In Carter's book Don Law is noted as being very involved in the beginning so i thought it was a little odd that the movie doesn't mention him at all?
 
The movie ends before these folks started. In the view of the movie maker "WBCN" ends or what they liked about WBCN when it sold out and moved to The Pru. Carter, Oedipus, Mark Parenteau all came later.

I guess kind of like how Ken Burns' Jazz pretty much ignored or glossed over anything that happened after the early '60s because Wynton Marsalis and Stanley Crouch had no use for what came later.

I started listening to 'BCN around '75 or so and mostly gave up when they were a "rock" station playing stuff like Cindy Lauper and Culture Club.
 
Carter Alan (Carter Bondl) worked with me at WKXL in Concord, NH in the early 70s (c. 1972-1974) before moving on to bigger stuff....!!
Yes, he used his REAL name at 'KXL.....
 


I guess kind of like how Ken Burns' Jazz pretty much ignored or glossed over anything that happened after the early '60s because Wynton Marsalis and Stanley Crouch had no use for what came later.

I started listening to 'BCN around '75 or so and mostly gave up when they were a "rock" station playing stuff like Cindy Lauper and Culture Club.

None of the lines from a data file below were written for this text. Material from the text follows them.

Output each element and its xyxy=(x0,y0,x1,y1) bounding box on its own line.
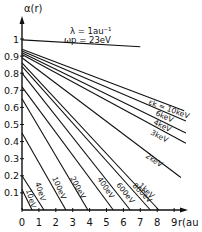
y-tick-label: 0.6 xyxy=(4,102,19,113)
y-tick-label: 0.7 xyxy=(4,85,19,96)
y-tick-label: 0.2 xyxy=(4,170,19,181)
x-tick-label: 8 xyxy=(154,217,160,228)
x-tick-labels: 0123456789 xyxy=(19,217,177,228)
label-200ev: 200eV xyxy=(68,175,88,201)
y-tick-label: 0.1 xyxy=(4,187,19,198)
chart: 0.10.20.30.40.50.60.70.80.91 0123456789 … xyxy=(0,0,202,232)
x-axis-arrow-icon xyxy=(180,208,188,213)
y-tick-label: 0.5 xyxy=(4,119,19,130)
x-tick-label: 1 xyxy=(36,217,42,228)
x-axis-label: r(au xyxy=(178,217,198,228)
y-tick-label: 1 xyxy=(13,34,19,45)
x-tick-label: 3 xyxy=(70,217,76,228)
x-tick-label: 9 xyxy=(171,217,177,228)
x-tick-label: 0 xyxy=(19,217,25,228)
x-tick-label: 5 xyxy=(103,217,109,228)
x-tick-label: 7 xyxy=(137,217,143,228)
x-tick-label: 6 xyxy=(120,217,126,228)
y-axis-label: α(r) xyxy=(24,3,43,14)
y-tick-label: 0.4 xyxy=(4,136,19,147)
y-tick-label: 0.9 xyxy=(4,51,19,62)
label-400ev: 400eV xyxy=(95,175,116,201)
y-axis-arrow-icon xyxy=(20,16,25,24)
y-tick-label: 0.8 xyxy=(4,68,19,79)
y-tick-labels: 0.10.20.30.40.50.60.70.80.91 xyxy=(4,34,19,199)
x-tick-label: 4 xyxy=(86,217,92,228)
y-tick-label: 0.3 xyxy=(4,153,19,164)
label-2kev: 2keV xyxy=(144,151,165,169)
x-tick-label: 2 xyxy=(53,217,59,228)
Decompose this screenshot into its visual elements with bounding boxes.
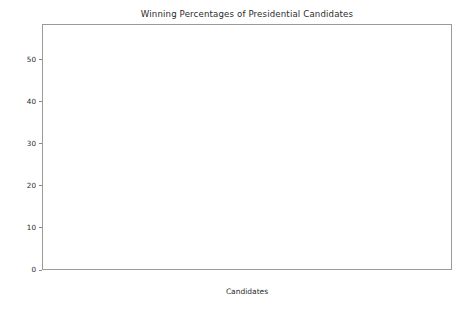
y-tick-label: 20 [27, 181, 36, 190]
y-tick-mark [39, 185, 43, 186]
y-tick-mark [39, 227, 43, 228]
y-tick-mark [39, 143, 43, 144]
y-tick-label: 30 [27, 139, 36, 148]
bars-container [43, 25, 451, 269]
x-axis-label: Candidates [42, 287, 452, 296]
y-tick-mark [39, 59, 43, 60]
y-tick-label: 10 [27, 223, 36, 232]
y-tick-label: 0 [31, 265, 36, 274]
plot-area [42, 24, 452, 270]
y-tick-label: 50 [27, 55, 36, 64]
y-tick-label: 40 [27, 97, 36, 106]
y-tick-mark [39, 101, 43, 102]
figure-canvas: Winning Percentages of Presidential Cand… [0, 0, 465, 309]
y-tick-mark [39, 270, 43, 271]
chart-title: Winning Percentages of Presidential Cand… [42, 9, 452, 20]
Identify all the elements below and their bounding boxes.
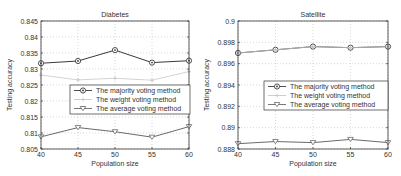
y-tick-label: 0.888 [217,146,235,153]
x-axis-label: Population size [289,160,337,168]
y-tick-label: 0.896 [217,60,235,67]
y-tick-label: 0.815 [20,114,38,121]
chart-title: Diabetes [101,11,129,18]
y-tick-label: 0.898 [217,39,235,46]
legend-label: The average voting method [96,105,181,113]
y-tick-label: 0.81 [24,130,38,137]
x-tick-label: 50 [309,151,317,158]
x-tick-label: 45 [272,151,280,158]
legend-label: The weight voting method [96,96,176,104]
legend-label: The average voting method [290,101,375,109]
x-tick-label: 55 [347,151,355,158]
y-tick-label: 0.89 [221,124,235,131]
chart-satellite: 0.8880.890.8920.8940.8960.8980.940455055… [203,11,392,168]
legend-label: The majority voting method [96,87,181,95]
chart-diabetes: 0.8050.810.8150.820.8250.830.8350.840.84… [6,11,193,168]
x-tick-label: 40 [234,151,242,158]
y-tick-label: 0.82 [24,98,38,105]
x-tick-label: 60 [384,151,392,158]
x-axis-label: Population size [91,160,139,168]
y-axis-label: Testing accuracy [6,58,14,111]
y-tick-label: 0.9 [225,18,235,25]
figure: 0.8050.810.8150.820.8250.830.8350.840.84… [0,0,401,176]
x-tick-label: 45 [74,151,82,158]
legend: The majority voting methodThe weight vot… [264,81,388,110]
chart-title: Satellite [301,11,326,18]
x-tick-label: 40 [37,151,45,158]
y-tick-label: 0.83 [24,66,38,73]
y-tick-label: 0.894 [217,82,235,89]
y-tick-label: 0.845 [20,18,38,25]
y-tick-label: 0.835 [20,50,38,57]
x-tick-label: 55 [148,151,156,158]
y-axis-label: Testing accuracy [203,58,211,111]
legend-label: The majority voting method [290,83,375,91]
y-tick-label: 0.805 [20,146,38,153]
x-tick-label: 50 [111,151,119,158]
y-tick-label: 0.84 [24,34,38,41]
x-tick-label: 60 [185,151,193,158]
y-tick-label: 0.825 [20,82,38,89]
y-tick-label: 0.892 [217,103,235,110]
legend: The majority voting methodThe weight vot… [70,85,190,114]
legend-label: The weight voting method [290,92,370,100]
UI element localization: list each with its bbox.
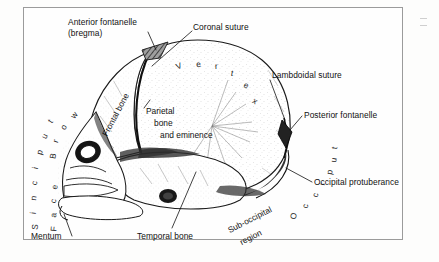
- label-occipital-protuberance: Occipital protuberance: [314, 177, 399, 187]
- label-parietal-bone-line3: and eminence: [160, 130, 213, 140]
- figure-container: Anterior fontanelle (bregma) Coronal sut…: [0, 0, 439, 262]
- label-lambdoidal-suture: Lambdoidal suture: [272, 70, 342, 80]
- region-label-sinciput-glyph: S: [30, 224, 41, 231]
- label-coronal-suture: Coronal suture: [193, 22, 249, 32]
- margin-scan-mark: [420, 25, 427, 26]
- label-temporal-bone: Temporal bone: [137, 231, 193, 241]
- figure-frame-border: [23, 7, 403, 240]
- region-label-sinciput-glyph: n: [28, 195, 38, 201]
- label-posterior-fontanelle: Posterior fontanelle: [304, 110, 377, 120]
- label-anterior-fontanelle-line1: Anterior fontanelle: [68, 17, 137, 27]
- region-label-face-glyph: F: [48, 226, 58, 232]
- margin-scan-mark: [420, 18, 427, 19]
- label-anterior-fontanelle-line2: (bregma): [68, 28, 102, 38]
- label-parietal-bone-line1: Parietal: [146, 106, 174, 116]
- region-label-vertex-glyph: r: [215, 61, 218, 71]
- region-label-face-glyph: a: [48, 212, 58, 218]
- label-anterior-fontanelle: Anterior fontanelle (bregma): [68, 17, 168, 38]
- label-parietal-bone-line2: bone: [154, 118, 173, 128]
- label-mentum: Mentum: [31, 231, 62, 241]
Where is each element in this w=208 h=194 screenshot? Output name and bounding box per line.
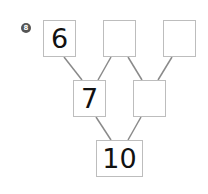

I listened to WBCN starting in 1968, started listening less around 1972 when Top 40 became more to my liking again, then abandoned it for folk-rock WCAS and the Ken Shelton/Clark Smidt incarnation of WCOZ. (I'd enjoyed their WBZ-FM previously.) By the late '70s, I was no longer in the Boston area and most of my listening was to CHR and, increasingly, country, so I have no first-hand knowledge of WBCN's sound from that point to its demise as a rock station. I'm surprised to learn through your post that it was playing Lauper and Culture Club at any time. I was here in Connecticut enjoying their hits on stations that played the hits; now I wonder if WPLR and WCCC were playing those acts as well.